ACCAN, Australia's peak body for communications consumers, has written an open letter to Google Australia & New Zealand managing director, Ms Maile Carnegie, calling on Google to follow its own mission statement and make online information 'universally accessible' by making its reCAPTCHA service fully accessible.

Kill Captcha Logo. Captcha screen displaying the words Kill Captcha

reCAPTCHA, which Google acquired in 2009, is an online test made up of fuzzy numbers and letters which is designed to verify that you are a human rather than a computer-controlled bot. reCAPTCHA is currently used by over 200,000 websites but is blocking millions of blind or vision impaired users from accessing these sites because their screen reading software can't read CAPTCHA tests and the audio alternatives can rarely be deciphered.

"Google is one of the world's biggest online innovators, so we are calling on them to be industry leaders by making reCAPTCHA accessible for everyone," said ACCAN CEO Teresa Corbin. "It is Google's mission to be 'universally accessible' and this is an ideal way for Google to achieve this laudable goal," said Ms Corbin.

CAPTCHA (Completely Automated Public Turing test to tell Computers and Humans Apart) tests are often used when signing up for a new online account, commenting on blogs or even accessing some government services. Google provides an accessible mobile phone verification when signing up for a new Google account, but this option or any other accessible options, are not mandated with their reCAPTCHA service.

The World Wide Web Consortium, an international community which develops web protocols and guidelines, has declared CAPTCHA inaccessible. Additionally, the reliability of CAPTCHA tests as a security tool has been put into question by software company Vicarious, who claim to be able to solve CAPTCHA with greater than 90% accuracy.

ACCAN says accessible alternatives to CAPTCHA and reCAPTCHA include an email verification or software such as Honeypot.

The Google-owned reCAPTCHA differs slightly from normal CAPTCHAs, as every completed reCAPTCHA helps Google digitise the world's collection of printed books.

"While we acknowledge the many benefits reCAPTCHA brings in digitising print books, it effectively considers people who are blind or vision impaired as non-human and excludes them from many online activities. This is simply unacceptable," said Ms Corbin.

ACCAN and other Australian disability organisations launched a "kill CAPTCHA" petition in August which has received over 3500 signatures from around Australia and other countries including the US, UK, Canada, Germany, Cambodia, South Africa, Ireland and Slovakia, to name a few. The petition asked the CEOs of Google, Microsoft, Yahoo, eBay, Twitter, Yelp, and Facebook to make CAPTCHAs accessible, or provide an accessible alternative.

ends

Interviews: Wayne Hawkins, ACCAN disability policy advisor. Contact Mark Callender 0409 966 931 or This email address is being protected from spambots. You need JavaScript enabled to view it.

Additional information:

Wayne Hawkins, ACCAN disability policy advisor, has been blind for about seven years and CAPTCHA tests have fast become one of his most hated aspects of the web because it blocks him from using many online activities. Wayne began the "kill CAPTCHA" petition on change.org in August 2013.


— Task prompt —
Whatever lies between the line with "What elements are in" and the end of the data, both included, must be copied exactly and without pictures.

--- The records Enclosed Below ---

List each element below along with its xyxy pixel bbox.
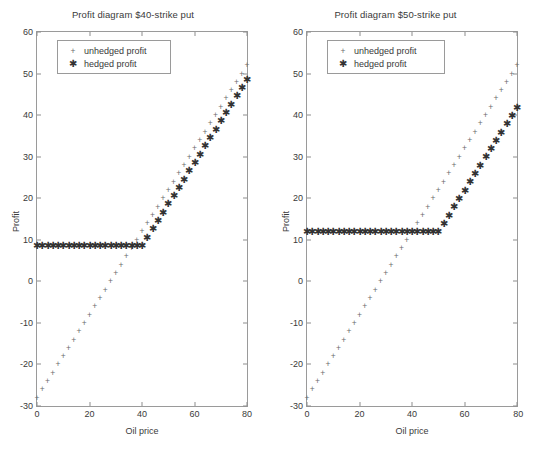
data-point-star: ✱ bbox=[503, 120, 511, 130]
y-tick-mark bbox=[37, 32, 41, 33]
y-tick-label: -20 bbox=[20, 359, 33, 369]
y-tick-mark bbox=[513, 198, 517, 199]
data-point-plus: + bbox=[213, 111, 218, 120]
data-point-plus: + bbox=[150, 211, 155, 220]
x-tick-label: 20 bbox=[84, 409, 94, 419]
data-point-plus: + bbox=[310, 385, 315, 394]
x-tick-mark bbox=[247, 402, 248, 406]
x-tick-mark bbox=[517, 402, 518, 406]
legend-left: + unhedged profit ✱ hedged profit bbox=[57, 40, 171, 74]
data-point-plus: + bbox=[341, 335, 346, 344]
x-tick-label: 40 bbox=[407, 409, 417, 419]
y-tick-mark bbox=[307, 156, 311, 157]
y-tick-label: -10 bbox=[290, 318, 303, 328]
data-point-star: ✱ bbox=[143, 233, 151, 243]
data-point-star: ✱ bbox=[75, 241, 83, 251]
y-tick-label: 50 bbox=[293, 69, 303, 79]
data-point-plus: + bbox=[82, 319, 87, 328]
data-point-plus: + bbox=[368, 294, 373, 303]
data-point-plus: + bbox=[224, 94, 229, 103]
data-point-plus: + bbox=[473, 127, 478, 136]
y-tick-label: 10 bbox=[293, 235, 303, 245]
data-point-plus: + bbox=[352, 319, 357, 328]
y-tick-mark bbox=[37, 73, 41, 74]
data-point-star: ✱ bbox=[476, 161, 484, 171]
data-point-star: ✱ bbox=[128, 241, 136, 251]
y-tick-mark bbox=[513, 364, 517, 365]
data-point-star: ✱ bbox=[164, 200, 172, 210]
data-point-plus: + bbox=[113, 269, 118, 278]
legend-entry-hedged-left: ✱ hedged profit bbox=[62, 57, 164, 70]
plot-area-left: -30-20-100102030405060020406080+++++++++… bbox=[36, 31, 248, 407]
y-tick-mark bbox=[307, 73, 311, 74]
data-point-star: ✱ bbox=[329, 228, 337, 238]
data-point-star: ✱ bbox=[180, 175, 188, 185]
data-point-star: ✱ bbox=[107, 241, 115, 251]
y-tick-mark bbox=[243, 281, 247, 282]
data-point-plus: + bbox=[92, 302, 97, 311]
y-tick-mark bbox=[243, 239, 247, 240]
data-point-plus: + bbox=[77, 327, 82, 336]
x-tick-label: 60 bbox=[459, 409, 469, 419]
data-point-star: ✱ bbox=[356, 228, 364, 238]
data-point-plus: + bbox=[124, 252, 129, 261]
data-point-star: ✱ bbox=[371, 228, 379, 238]
data-point-star: ✱ bbox=[217, 117, 225, 127]
data-point-plus: + bbox=[161, 194, 166, 203]
data-point-plus: + bbox=[129, 244, 134, 253]
y-tick-mark bbox=[37, 239, 41, 240]
data-point-plus: + bbox=[425, 202, 430, 211]
y-tick-label: -30 bbox=[20, 401, 33, 411]
y-tick-label: 50 bbox=[23, 69, 33, 79]
data-point-star: ✱ bbox=[445, 211, 453, 221]
data-point-star: ✱ bbox=[424, 228, 432, 238]
x-tick-mark bbox=[307, 32, 308, 36]
data-point-star: ✱ bbox=[382, 228, 390, 238]
x-axis-label-left: Oil price bbox=[36, 426, 248, 436]
data-point-plus: + bbox=[478, 119, 483, 128]
data-point-star: ✱ bbox=[387, 228, 395, 238]
data-point-plus: + bbox=[499, 86, 504, 95]
data-point-star: ✱ bbox=[450, 203, 458, 213]
y-tick-label: 60 bbox=[293, 27, 303, 37]
data-point-plus: + bbox=[357, 310, 362, 319]
y-tick-label: 10 bbox=[23, 235, 33, 245]
x-tick-mark bbox=[37, 32, 38, 36]
data-point-plus: + bbox=[415, 219, 420, 228]
y-tick-label: -30 bbox=[290, 401, 303, 411]
legend-label-hedged-left: hedged profit bbox=[84, 59, 137, 69]
data-point-plus: + bbox=[457, 152, 462, 161]
data-point-plus: + bbox=[61, 352, 66, 361]
data-point-plus: + bbox=[218, 103, 223, 112]
x-tick-mark bbox=[412, 32, 413, 36]
data-point-star: ✱ bbox=[455, 194, 463, 204]
x-tick-label: 0 bbox=[304, 409, 309, 419]
data-point-star: ✱ bbox=[392, 228, 400, 238]
data-point-plus: + bbox=[145, 219, 150, 228]
x-tick-label: 80 bbox=[242, 409, 252, 419]
data-point-star: ✱ bbox=[461, 186, 469, 196]
y-tick-label: 40 bbox=[293, 110, 303, 120]
data-point-star: ✱ bbox=[466, 178, 474, 188]
data-point-star: ✱ bbox=[350, 228, 358, 238]
data-point-star: ✱ bbox=[398, 228, 406, 238]
data-point-star: ✱ bbox=[185, 166, 193, 176]
data-point-star: ✱ bbox=[222, 108, 230, 118]
data-point-plus: + bbox=[229, 86, 234, 95]
data-point-plus: + bbox=[399, 244, 404, 253]
y-tick-mark bbox=[243, 198, 247, 199]
legend-label-unhedged-right: unhedged profit bbox=[354, 46, 417, 56]
data-point-star: ✱ bbox=[191, 158, 199, 168]
data-point-plus: + bbox=[171, 177, 176, 186]
y-tick-mark bbox=[243, 156, 247, 157]
x-tick-mark bbox=[142, 32, 143, 36]
data-point-plus: + bbox=[71, 335, 76, 344]
data-point-plus: + bbox=[134, 236, 139, 245]
y-tick-label: 30 bbox=[293, 152, 303, 162]
data-point-star: ✱ bbox=[138, 241, 146, 251]
legend-entry-unhedged-right: + unhedged profit bbox=[332, 44, 438, 57]
data-point-star: ✱ bbox=[319, 228, 327, 238]
plot-inner-right: -30-20-100102030405060020406080+++++++++… bbox=[307, 32, 517, 406]
y-tick-mark bbox=[37, 115, 41, 116]
data-point-plus: + bbox=[504, 78, 509, 87]
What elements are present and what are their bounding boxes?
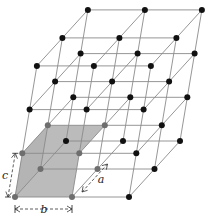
label-a: a	[98, 173, 105, 186]
lattice-point	[142, 7, 148, 13]
lattice-point	[159, 122, 165, 128]
lattice-point	[177, 138, 183, 144]
lattice-point	[27, 107, 33, 113]
lattice-point	[34, 63, 40, 69]
lattice-point	[59, 35, 65, 41]
dimension-c	[8, 153, 15, 197]
lattice-point	[70, 94, 76, 100]
label-c: c	[2, 169, 8, 182]
unit-cell-point	[19, 150, 25, 156]
unit-cell-point	[76, 150, 82, 156]
lattice-point	[148, 63, 154, 69]
lattice-point	[52, 79, 58, 85]
lattice-point	[135, 51, 141, 57]
lattice-point	[63, 138, 69, 144]
lattice-point	[85, 7, 91, 13]
lattice-point	[91, 63, 97, 69]
lattice-point	[192, 51, 198, 57]
unit-cell	[15, 125, 105, 197]
lattice-point	[126, 194, 132, 200]
unit-cell-point	[38, 166, 44, 172]
lattice-point	[116, 35, 122, 41]
label-b: b	[41, 203, 48, 216]
lattice-point	[184, 94, 190, 100]
lattice-point	[120, 138, 126, 144]
lattice-point	[141, 107, 147, 113]
unit-cell-point	[69, 194, 75, 200]
unit-cell-point	[12, 194, 18, 200]
lattice-point	[199, 7, 205, 13]
unit-cell-point	[102, 122, 108, 128]
lattice-point	[78, 51, 84, 57]
unit-cell-point	[95, 166, 101, 172]
unit-cell-point	[45, 122, 51, 128]
lattice-point	[109, 79, 115, 85]
lattice-diagram: c b a	[0, 0, 210, 218]
lattice-point	[84, 107, 90, 113]
lattice-point	[127, 94, 133, 100]
lattice-point	[133, 150, 139, 156]
lattice-point	[166, 79, 172, 85]
lattice-point	[152, 166, 158, 172]
lattice-point	[173, 35, 179, 41]
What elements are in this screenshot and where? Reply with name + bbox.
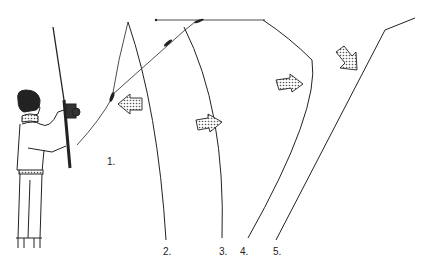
arrow-right-icon (196, 114, 222, 132)
rod-positions (128, 18, 415, 240)
angler-figure (16, 90, 66, 248)
illustration (0, 0, 425, 268)
label-4: 4. (240, 246, 248, 257)
rod-position-2 (128, 22, 166, 240)
arrow-right-icon-2 (276, 74, 303, 92)
arrow-down-right-icon (336, 46, 357, 70)
label-5: 5. (273, 246, 281, 257)
arrow-left-icon (118, 94, 142, 114)
sinkers (109, 18, 205, 102)
rod-position-4 (248, 20, 313, 238)
label-3: 3. (219, 246, 227, 257)
label-2: 2. (163, 246, 171, 257)
label-1: 1. (107, 156, 115, 167)
fishing-rod (53, 27, 80, 168)
casting-diagram: 1. 2. 3. 4. 5. (0, 0, 425, 268)
cast-line (77, 20, 265, 145)
motion-arrows (118, 46, 357, 132)
rod-position-3 (184, 27, 222, 238)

--- End of Enclosed The records ---

— Finished task —
What elements are in this screenshot and where? Reply with name + bbox.
arrow-right-icon (196, 114, 222, 132)
rod-positions (128, 18, 415, 240)
angler-figure (16, 90, 66, 248)
illustration (0, 0, 425, 268)
label-4: 4. (240, 246, 248, 257)
rod-position-2 (128, 22, 166, 240)
arrow-right-icon-2 (276, 74, 303, 92)
arrow-down-right-icon (336, 46, 357, 70)
label-5: 5. (273, 246, 281, 257)
arrow-left-icon (118, 94, 142, 114)
sinkers (109, 18, 205, 102)
rod-position-4 (248, 20, 313, 238)
label-3: 3. (219, 246, 227, 257)
label-2: 2. (163, 246, 171, 257)
label-1: 1. (107, 156, 115, 167)
fishing-rod (53, 27, 80, 168)
casting-diagram: 1. 2. 3. 4. 5. (0, 0, 425, 268)
cast-line (77, 20, 265, 145)
motion-arrows (118, 46, 357, 132)
rod-position-3 (184, 27, 222, 238)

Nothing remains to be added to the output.